Hittinger is also a prolific writer, having penned three books and numerous articles, even though he acknowledges it doesn't come easy for him. His next book, to be published by the Yale University Press, is called "Paper Wars: Catholic Social Doctrine and the Modern State."

"I've found it to be like pulling teeth," Hittinger said of writing. "But I do it. I do it. You bet."

He takes exception to the popular notion of the "lazy" college professor, explaining that he puts in between 50 and 60 hours a week. But he dismisses the notion that he'll ever consider doing something else.

"I'm never going to leave," he said. "It's a vocation. You just don't leave it until you're physically unable to do it."

Hittinger acknowledged that many academicians are tempted to leave for positions in government, something he tried himself in the 1990s when he served as an associate professor in the Philosophy Department at the Catholic University of America outside Washington, D.C.

"To be honest, I didn't like it that much," he said. "Government work or policy work is not about teaching and learning. Government work and policy work is like combat.

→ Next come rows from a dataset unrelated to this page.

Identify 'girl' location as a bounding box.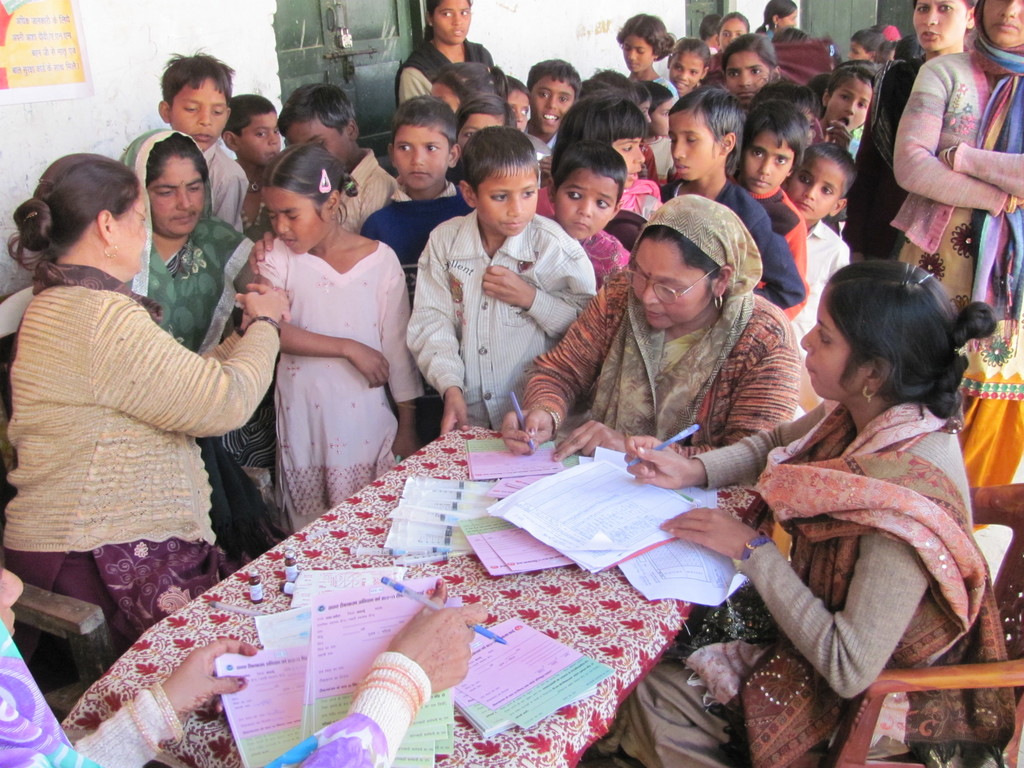
x1=612 y1=12 x2=677 y2=104.
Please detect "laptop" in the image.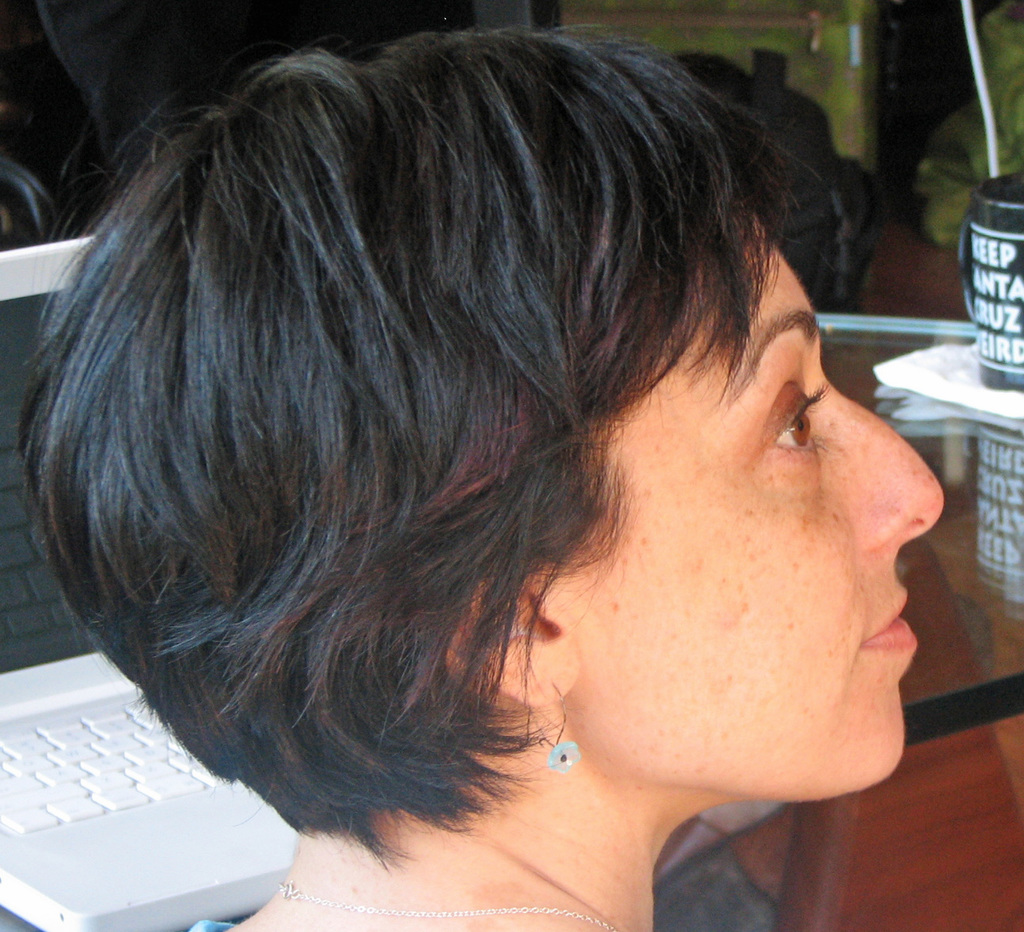
bbox=[0, 240, 296, 931].
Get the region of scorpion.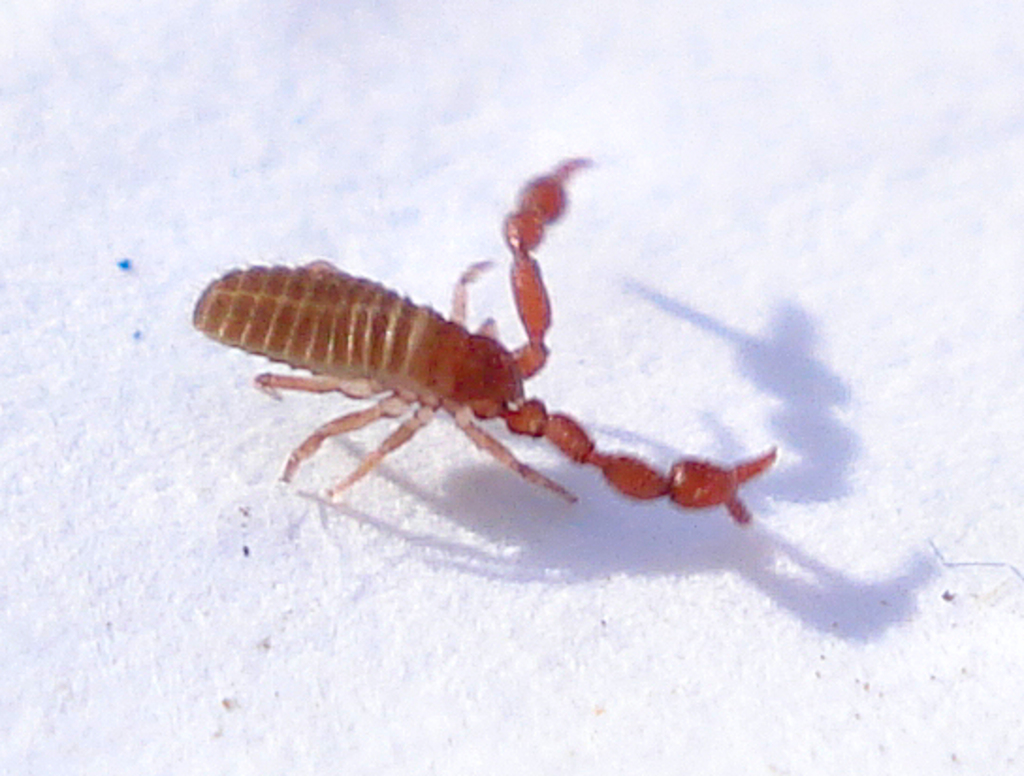
(186, 151, 783, 529).
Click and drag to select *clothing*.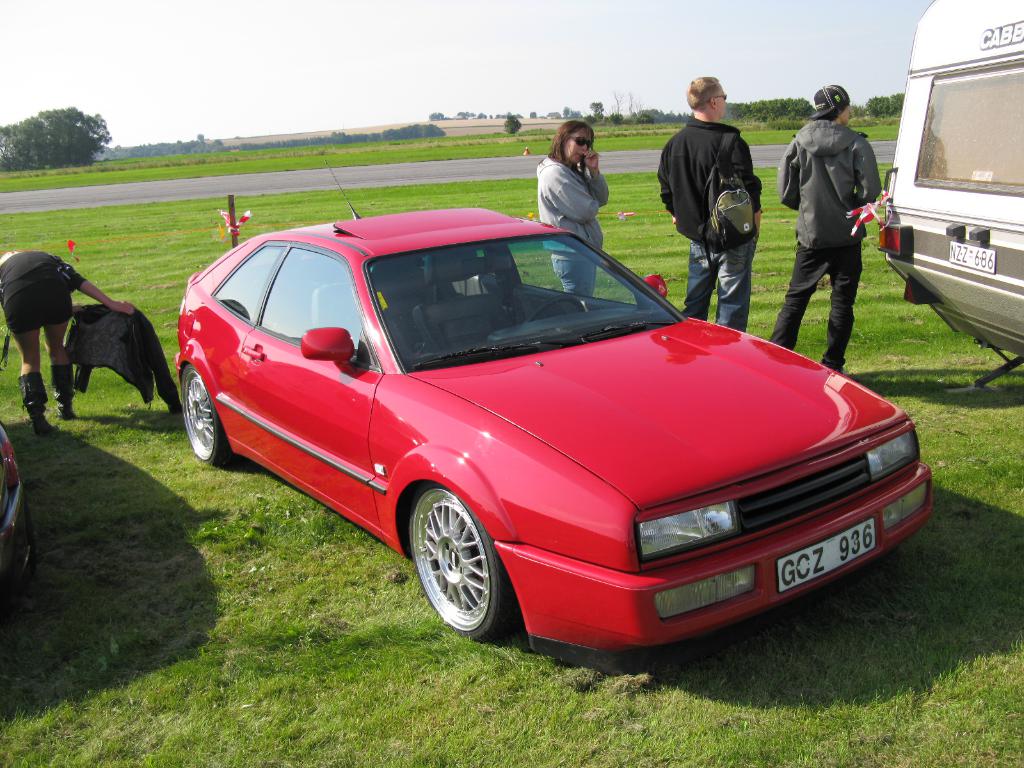
Selection: 522:132:608:305.
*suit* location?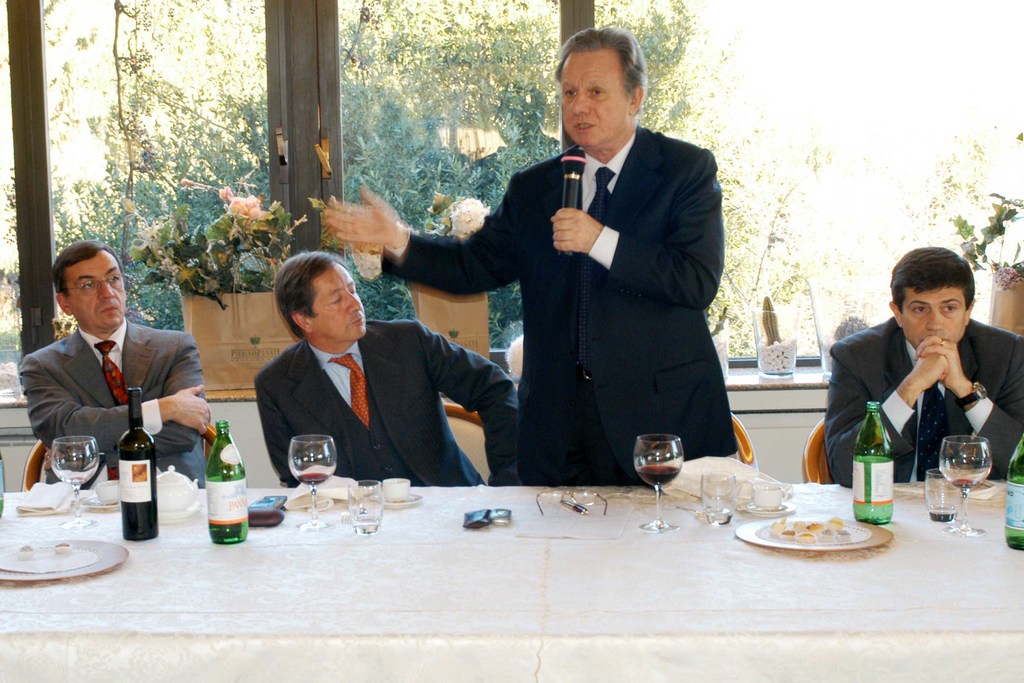
<region>256, 317, 520, 486</region>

It's winning positions. That's what the whole thing is about. Some people like that taste of blood in their mouth. I never did."

His position at TU suits him well, though Hittinger admitted to giving some consideration to returning to a Catholic university or college some day.

"The idea has crossed my mind, but it hasn't done much more than cross my mind because the University of Tulsa has been very good to me," he said. "I count myself lucky to be at the University of Tulsa."